Gigi Goode doesn’t design clothes — she conjures creatures. In Alchemy, her second fashion collection, the Drag Race alum-turned-fashion force ditches the pattern for paint and trades precision for possession. This isn’t fashion. It’s invocation.
In this chapter, Goode steps into full creative trance. No sewing machines. No sketches. Just silicone, cheap painter’s canvas, and gallons of house paint. In one Instagram clip, she’s barefoot, painting directly onto a mannequin like a possessed couture priestess. “Hours and hours, even days, disappear,” she says. “Then I open my eyes and there’s a garment — and chaos everywhere.”
The pieces are post-apocalyptic couture armor: wet-look black capes that evoke radioactive nuns, scorched red ball gowns, jagged coats with brutal shoulders. “It’s like a film,” she says, “some dystopian, less-hot version of Dune.

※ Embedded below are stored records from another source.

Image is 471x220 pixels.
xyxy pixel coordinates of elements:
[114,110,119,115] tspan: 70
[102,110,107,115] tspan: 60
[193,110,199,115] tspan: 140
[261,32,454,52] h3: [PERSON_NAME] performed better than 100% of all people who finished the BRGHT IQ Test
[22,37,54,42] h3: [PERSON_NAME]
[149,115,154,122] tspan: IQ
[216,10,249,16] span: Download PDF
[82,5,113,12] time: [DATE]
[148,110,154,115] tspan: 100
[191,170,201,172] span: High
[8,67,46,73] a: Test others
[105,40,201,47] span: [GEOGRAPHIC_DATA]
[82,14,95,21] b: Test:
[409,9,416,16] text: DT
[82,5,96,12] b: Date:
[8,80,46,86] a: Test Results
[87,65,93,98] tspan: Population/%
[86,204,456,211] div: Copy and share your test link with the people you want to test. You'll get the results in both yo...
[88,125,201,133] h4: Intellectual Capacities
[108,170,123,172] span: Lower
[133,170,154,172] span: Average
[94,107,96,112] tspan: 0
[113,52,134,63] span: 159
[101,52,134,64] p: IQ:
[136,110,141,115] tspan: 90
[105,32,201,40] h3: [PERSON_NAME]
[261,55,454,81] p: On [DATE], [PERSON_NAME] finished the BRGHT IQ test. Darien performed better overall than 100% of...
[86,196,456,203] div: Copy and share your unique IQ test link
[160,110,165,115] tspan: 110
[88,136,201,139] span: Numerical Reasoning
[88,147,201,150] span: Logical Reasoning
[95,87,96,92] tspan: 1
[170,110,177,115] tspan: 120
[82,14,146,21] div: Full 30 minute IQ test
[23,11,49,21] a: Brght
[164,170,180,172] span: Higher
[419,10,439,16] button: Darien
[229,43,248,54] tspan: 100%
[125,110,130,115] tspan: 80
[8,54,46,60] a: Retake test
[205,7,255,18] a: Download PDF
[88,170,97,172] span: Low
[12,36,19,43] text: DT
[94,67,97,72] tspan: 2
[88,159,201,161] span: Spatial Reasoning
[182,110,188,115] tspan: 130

Mysterious, mutated creatures — but the girls still serve.”
Originally, Alchemy was meant to address the repression of women — with high necklines, covered mouths, motifs of silence. But the concept unraveled as Goode leaned deeper into process. “I just needed to make a mess,” she explains. What emerged is her most intuitive and unfiltered work yet.
Her lifelong obsession with 1940s fashion threads quietly through it all. Raised in a basement of vintage theatre costumes, Goode started experimenting young — styling her hair in pin curls and posing in drag at 15 in abandoned Illinois buildings. In one shoot, she played a housewife on a haunted piano. Minutes later, the keys she touched started playing on their own from the next room. “The only paranormal thing that’s ever happened to me — and I was in full nurse drag.”
Now, she’s trading the main stage for something deeper. “I love Drag Race. But I have nothing left to prove there,” she says. “It was a beautiful chapter — like a weird little diary — and I’m proud of it. But I don’t need to go back.”
Instead, she’s carving her own path — splitting time between LA and Paris, connecting with boundary-pushing designers like Fecal Matter and Luis De Javier. Her focus? Fashion that’s physically unwearable, spiritually irresistible. “I want the girls who wear this to feel it in their bones,” she says. “The shoes were so intense their knees buckled. But once they stood in them — they stood.”
Alchemy isn’t a red carpet moment. It’s a cinematic possession. Couture for a world that doesn’t exist yet — but maybe should.